INSTRUCTIONS FOR THE TASK:
The entries below should be quoted exactly, with no pictures carried over.

RECORDS FOR THE EXERCISE:
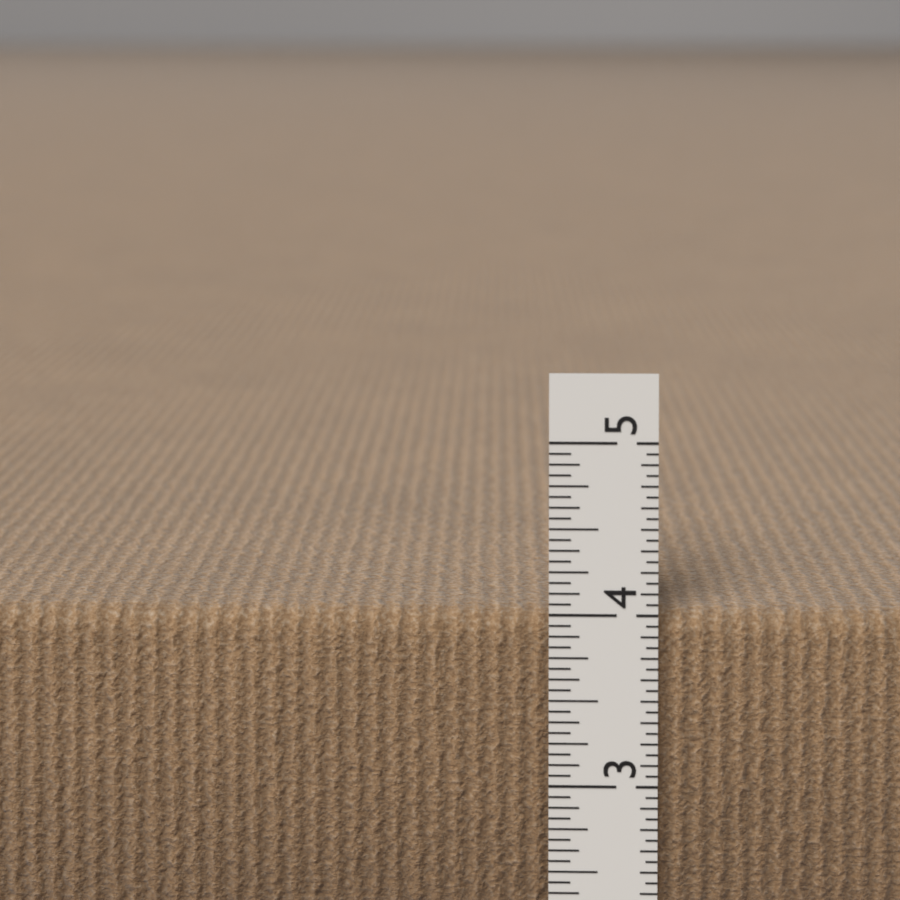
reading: 4.0000 in
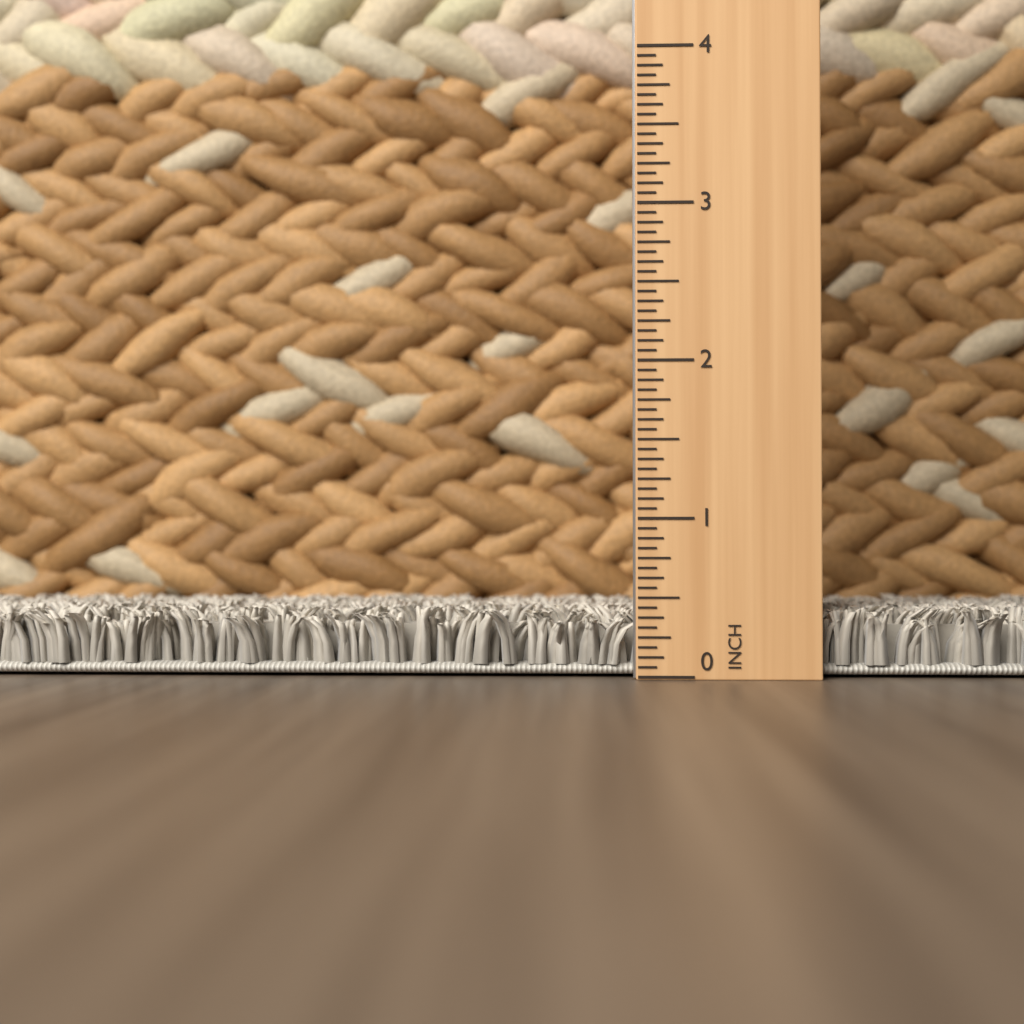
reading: 0.4375 in
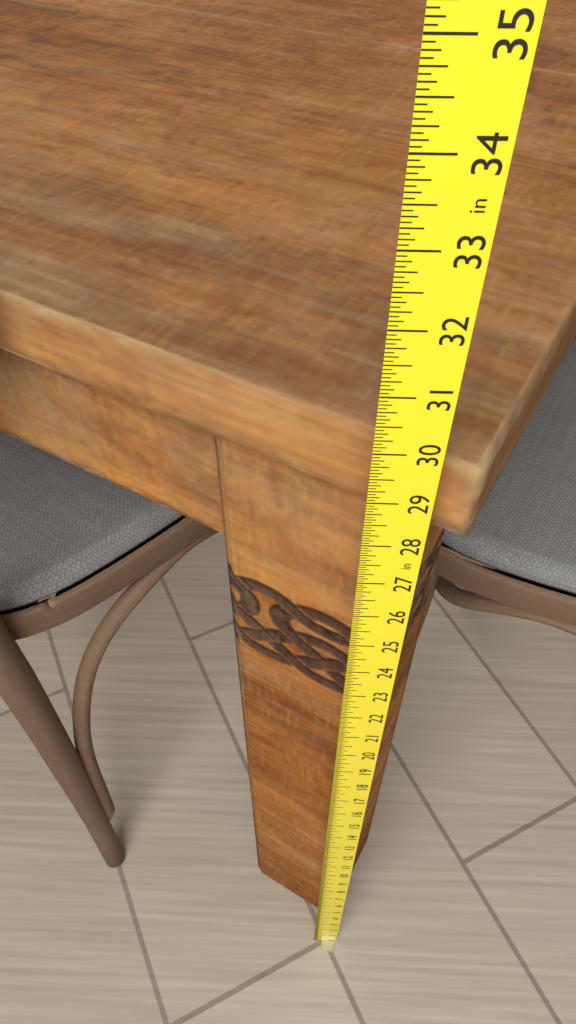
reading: 29.6250 in
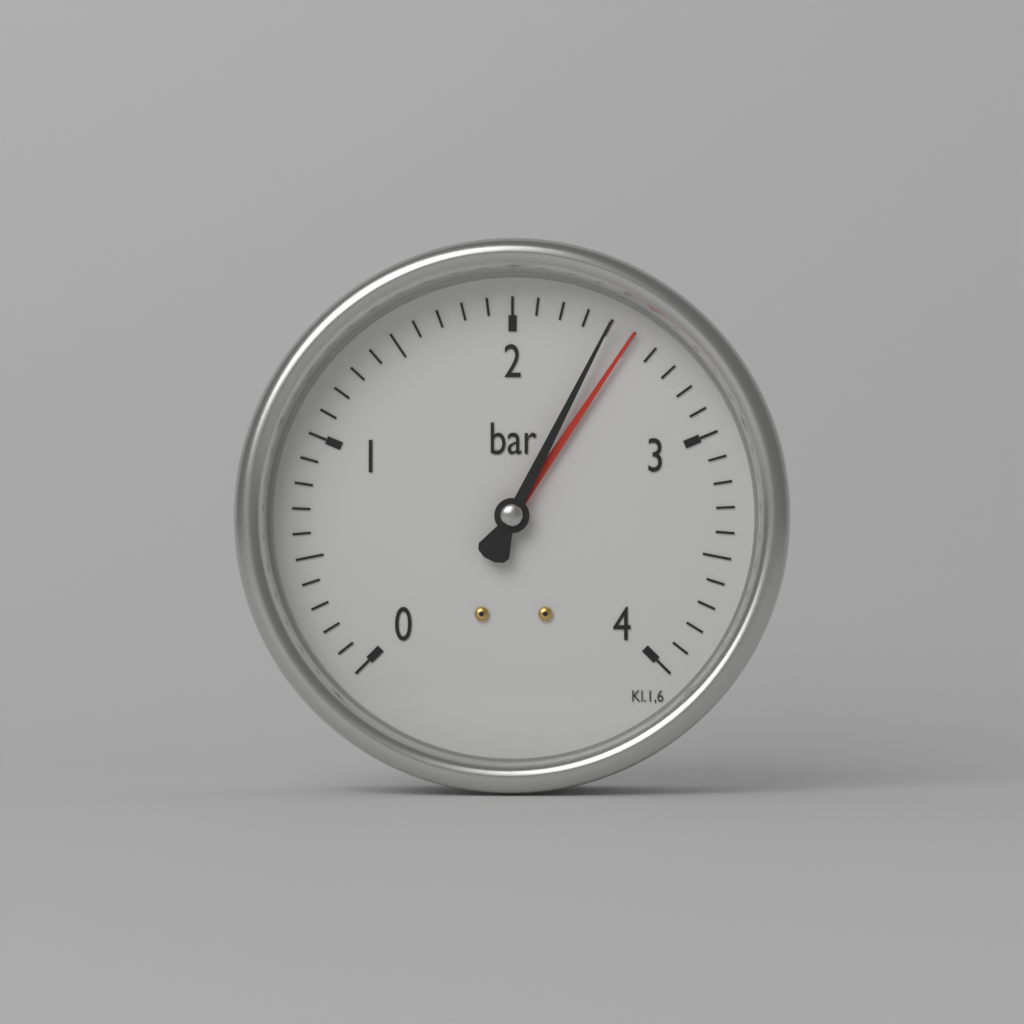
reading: 2.4 bar
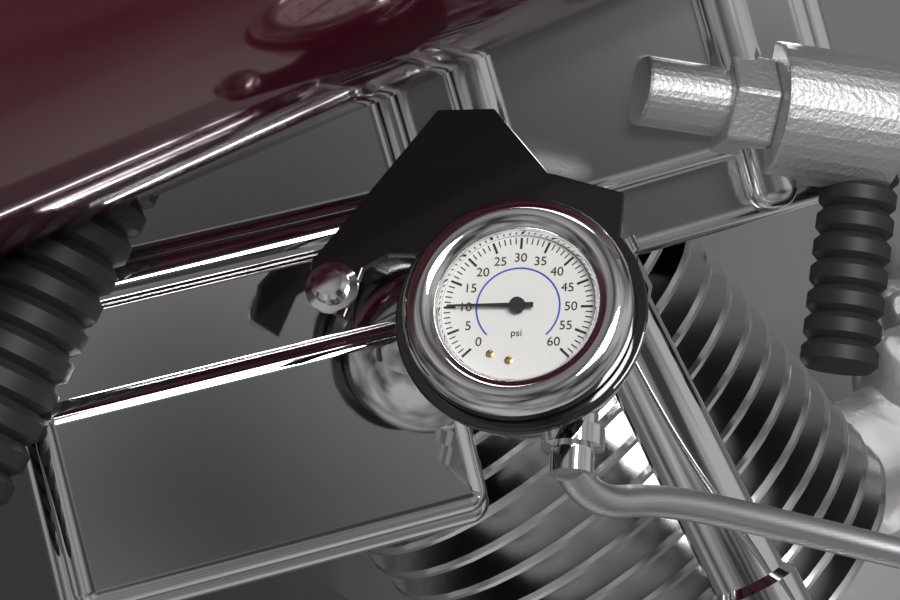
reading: 10 psi
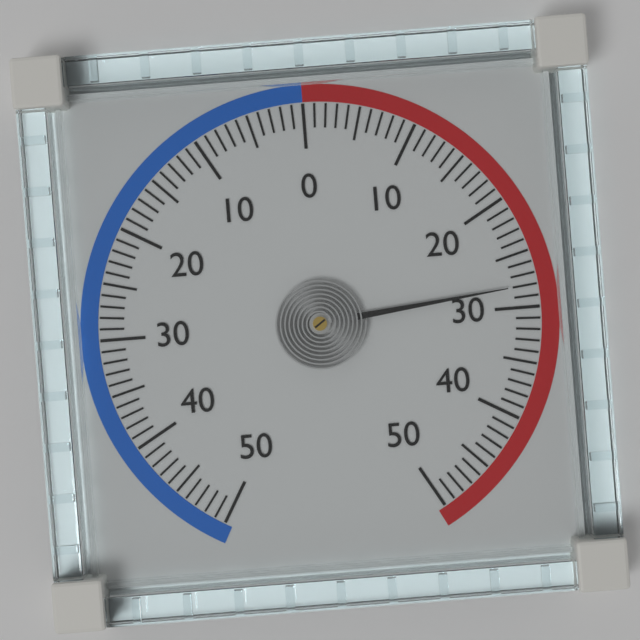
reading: 28 (no unit)
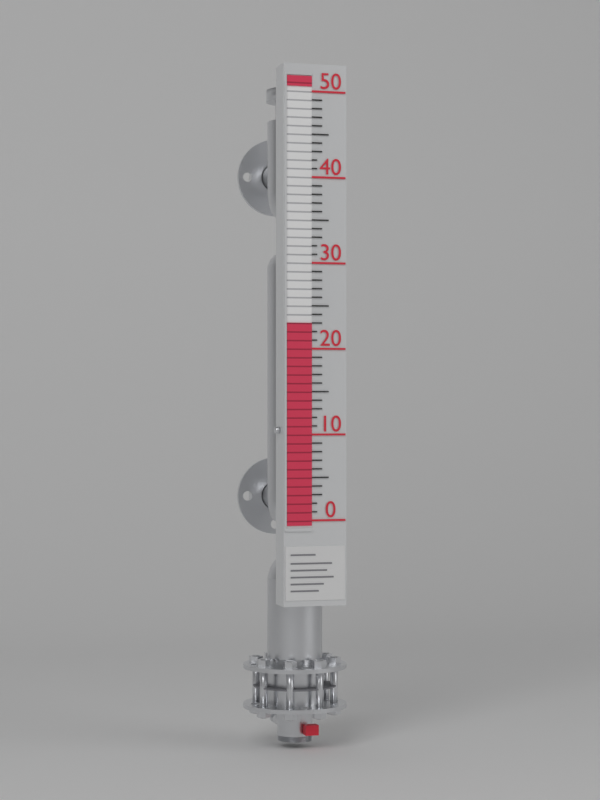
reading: 23 (no unit)
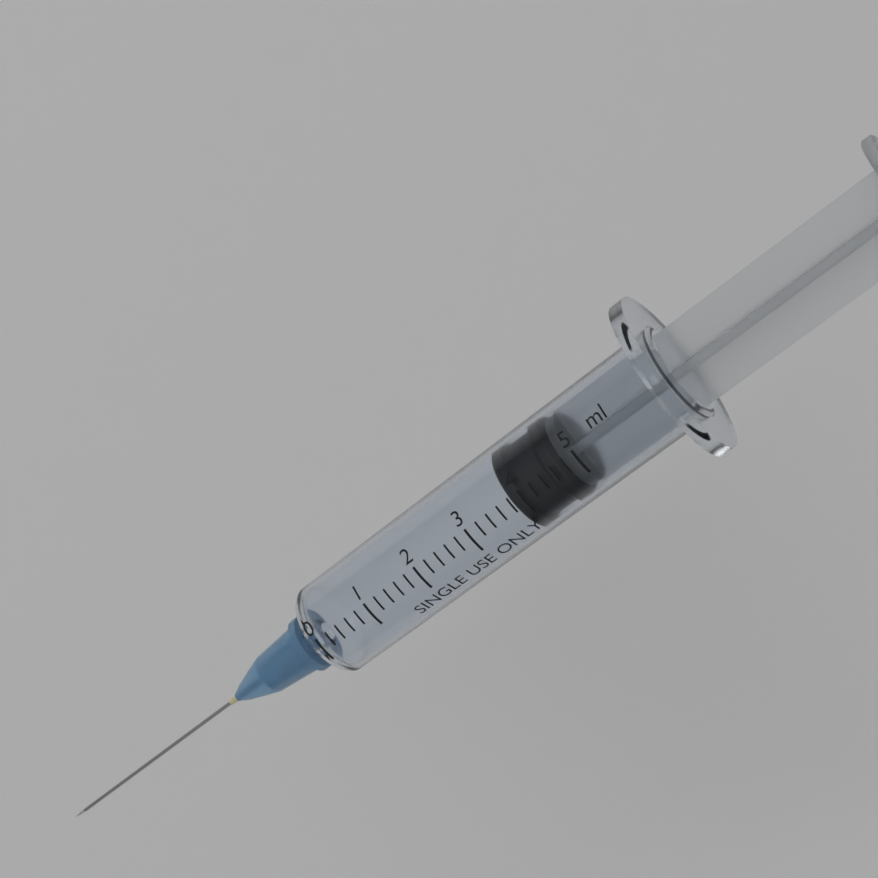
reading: 3.8 ml
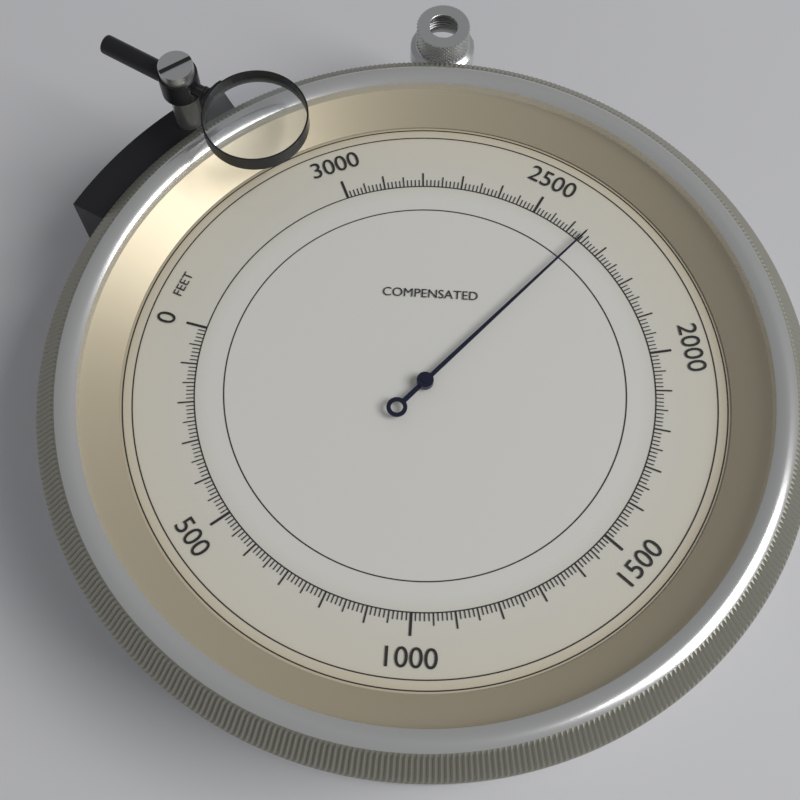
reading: 2360 feet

RESULT OF THIS EXERCISE:
reading: 4.0000 in
reading: 0.4375 in
reading: 29.6250 in
reading: 2.4 bar
reading: 10 psi
reading: 28 (no unit)
reading: 23 (no unit)
reading: 3.8 ml
reading: 2360 feet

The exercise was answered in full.